X
Tech

Scratch that. Windows Server 2008 R2 still lives

What do you do with a blog post that is so messed up that you can't even go in and edit it to fix it? That's my dilemma with my post from August 15 about Microsoft skipping over Windows Server 2008 R2 and proceeding direct to Windows 7 Server.
Written by Mary Jo Foley, Senior Contributing Editor

What do you do with a blog post that is so messed up that you can't even go in and edit it in order to fix it? That's my dilemma with my post from August 15 about Microsoft skipping over Windows Server 2008 R2 and proceeding direct to Windows 7 Server.

After sending me a note that led me to believe that Microsoft had decided to veer from its original plan of an R2 update followed by a full-fledged Server update, a Microsoft spokeswoman called on August 18 to tell me that her note to me was misleading.

So, scratch that Friday evening post. Microsoft is still doing what it had led folks to believe up until this point: A release called Windows Server 2008 R2 is still on the books (now officially slated for 2010). And there will be some release two years after that which may or may not be called Windows 7 Server. (Microsoft currently won't say anything about the planned naming for this release.)

And just to keep things extra confusing, the spokeswoman told me that if and when anyone hears references to "Windows 7 Server," what they really mean is "Windows Server 2008 R2." In other words, the codename for the Windows Server 2008 R2 release is "Windows 7 Server" -- which, based on previous Microsoft naming conventions, should be the codename for the release that comes out after Windows Server 2008 R2.... Yeah....

A comment sent to me by an anonymous reader, good old anonymous@anonymous.com this morning makes more sense now. (Note to reader: Why anonymous? If you don't want me to use your name in a posting, I won't.)

"Okay, I don't know how someone on our side could have miscommunicated this or if you are purposely reporting this incorrectly, but let's be clear on this: Windows 7 Server is and has always been Windows Server 2008 R2.

"Furthermore, Windows 7, despite it's rather pretentious sounding code name (a result of Sinofsky's like of big round numbers) is NOT Windows NT 7, but rather 6.1(current builds are numbered 67xx as a direct continuation of the longhorn codebase). Put simply, it is not a big jump as a codebase revision and the new changes, on both the client and server, will be focused on user features, not core OS components. The big core OS changes are WDDM 2 and a kernel scheduler update to remove the simple bitmask enumeration of processors so that the OS can schedule more than 64 concurrent threads.

"Finally, and I can't be more clear on this, 'Windows 7' client and Windows Server 2008 R2 will RTM simultaneously (and just so you are 100% clear on this) and are based on exactly the same codebase (just as Vista SP1 and Server 2008 are based on an identical core OS codebase).

"As for the next major release (meaning a full revision of the NT codebase) that will not occur until well after the current Win7 wave."

So there you have it. Next up: Windows Server 2008 R2. To all you readers who thought it made sense that Microsoft was skipping over R2, looks like that's not the case, after all. Sorry for the miscommunication.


WHAT TO DO: Check each line of the records below and collect those holding "with".

GIVEN DATA:
________________________

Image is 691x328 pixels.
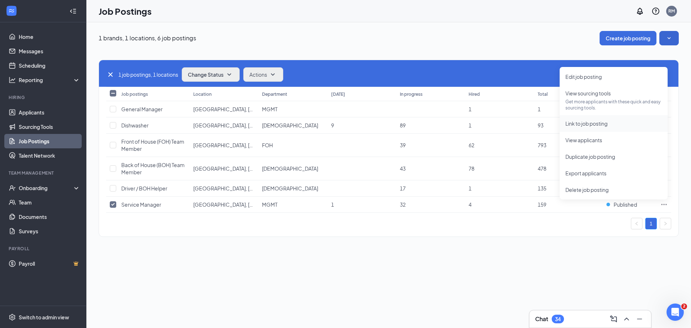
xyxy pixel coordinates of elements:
span: 2 [682,304,687,309]
span: FOH [262,142,273,148]
svg: SmallChevronDown [269,70,277,79]
a: Team [19,195,80,210]
td: Chino Hills, CA [190,197,259,213]
a: Documents [19,210,80,224]
a: Messages [19,44,80,58]
span: Edit job posting [566,73,602,80]
div: Close [126,3,139,16]
svg: Notifications [636,7,645,15]
div: Switch to admin view [19,314,69,321]
span: left [635,221,639,226]
div: Location [193,91,212,97]
span: 1 [469,185,472,192]
span: 93 [538,122,544,129]
span: 793 [538,142,547,148]
div: Fin says… [6,90,138,133]
a: Job Postings [19,134,80,148]
a: Home [19,30,80,44]
td: FOH [259,134,327,157]
div: Onboarding [19,184,74,192]
span: Change Status [188,72,224,77]
div: 34 [555,316,561,322]
img: Profile image for Fin [21,4,32,15]
td: BOH [259,180,327,197]
span: Driver / BOH Helper [121,185,167,192]
th: Hired [465,87,534,101]
button: Change StatusSmallChevronDown [182,67,240,82]
span: right [664,221,668,226]
span: Link to job posting [566,120,608,127]
li: Previous Page [631,218,643,229]
h1: Fin [35,7,44,12]
span: Service Manager [121,201,161,208]
td: BOH [259,117,327,134]
div: Payroll [9,246,79,252]
svg: SmallChevronDown [225,70,234,79]
span: Back of House (BOH) Team Member [121,162,185,175]
button: go back [5,3,18,17]
th: In progress [396,87,465,101]
span: Actions [250,71,267,78]
button: Minimize [634,313,646,325]
a: Talent Network [19,148,80,163]
span: 1 job postings, 1 locations [118,71,178,79]
div: Reporting [19,76,81,84]
span: Duplicate job posting [566,153,615,160]
iframe: Intercom live chat [667,304,684,321]
th: Total [534,87,603,101]
div: how can I share a link to a published position with a potential candidate? [26,62,138,84]
svg: WorkstreamLogo [8,7,15,14]
b: [EMAIL_ADDRESS][DOMAIN_NAME] [12,109,68,122]
span: [GEOGRAPHIC_DATA], [GEOGRAPHIC_DATA] [193,122,301,129]
span: 1 [538,106,541,112]
span: 78 [469,165,475,172]
span: View sourcing tools [566,90,611,97]
a: Applicants [19,105,80,120]
span: [GEOGRAPHIC_DATA], [GEOGRAPHIC_DATA] [193,201,301,208]
span: 478 [538,165,547,172]
p: Get more applicants with these quick and easy sourcing tools. [566,99,662,111]
span: Delete job posting [566,187,609,193]
li: Next Page [660,218,672,229]
span: 1 [331,201,334,208]
svg: ChevronUp [623,315,631,323]
td: BOH [259,157,327,180]
a: Surveys [19,224,80,238]
svg: ComposeMessage [610,315,618,323]
button: Send a message… [124,233,135,245]
span: [GEOGRAPHIC_DATA], [GEOGRAPHIC_DATA] [193,185,301,192]
span: Ticket has been created • 4m ago [38,136,115,142]
a: 1 [646,218,657,229]
button: Emoji picker [11,236,17,242]
svg: Minimize [636,315,644,323]
td: Chino Hills, CA [190,157,259,180]
span: 4 [469,201,472,208]
span: 9 [331,122,334,129]
button: left [631,218,643,229]
div: Department [262,91,287,97]
span: [GEOGRAPHIC_DATA], [GEOGRAPHIC_DATA] [193,165,301,172]
strong: Submitted [58,143,86,149]
span: 159 [538,201,547,208]
button: Gif picker [23,236,28,242]
svg: Settings [9,314,16,321]
button: ActionsSmallChevronDown [243,67,283,82]
span: General Manager [121,106,163,112]
td: Chino Hills, CA [190,180,259,197]
textarea: Message… [6,221,138,233]
span: 62 [469,142,475,148]
a: Scheduling [19,58,80,73]
button: Create job posting [600,31,657,45]
p: 1 brands, 1 locations, 6 job postings [99,34,196,42]
button: ChevronUp [621,313,633,325]
td: Chino Hills, CA [190,117,259,134]
span: Published [614,201,637,208]
svg: UserCheck [9,184,16,192]
span: Front of House (FOH) Team Member [121,138,184,152]
span: 39 [400,142,406,148]
svg: Collapse [70,8,77,15]
span: [DEMOGRAPHIC_DATA] [262,185,318,192]
td: MGMT [259,101,327,117]
a: Support Request [39,24,105,40]
td: MGMT [259,197,327,213]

________________________

FINISHED TASK:
div: how can I share a link to a published position with a potential candidate? [26,62,138,84]
p: Get more applicants with these quick and easy sourcing tools. [566,99,662,111]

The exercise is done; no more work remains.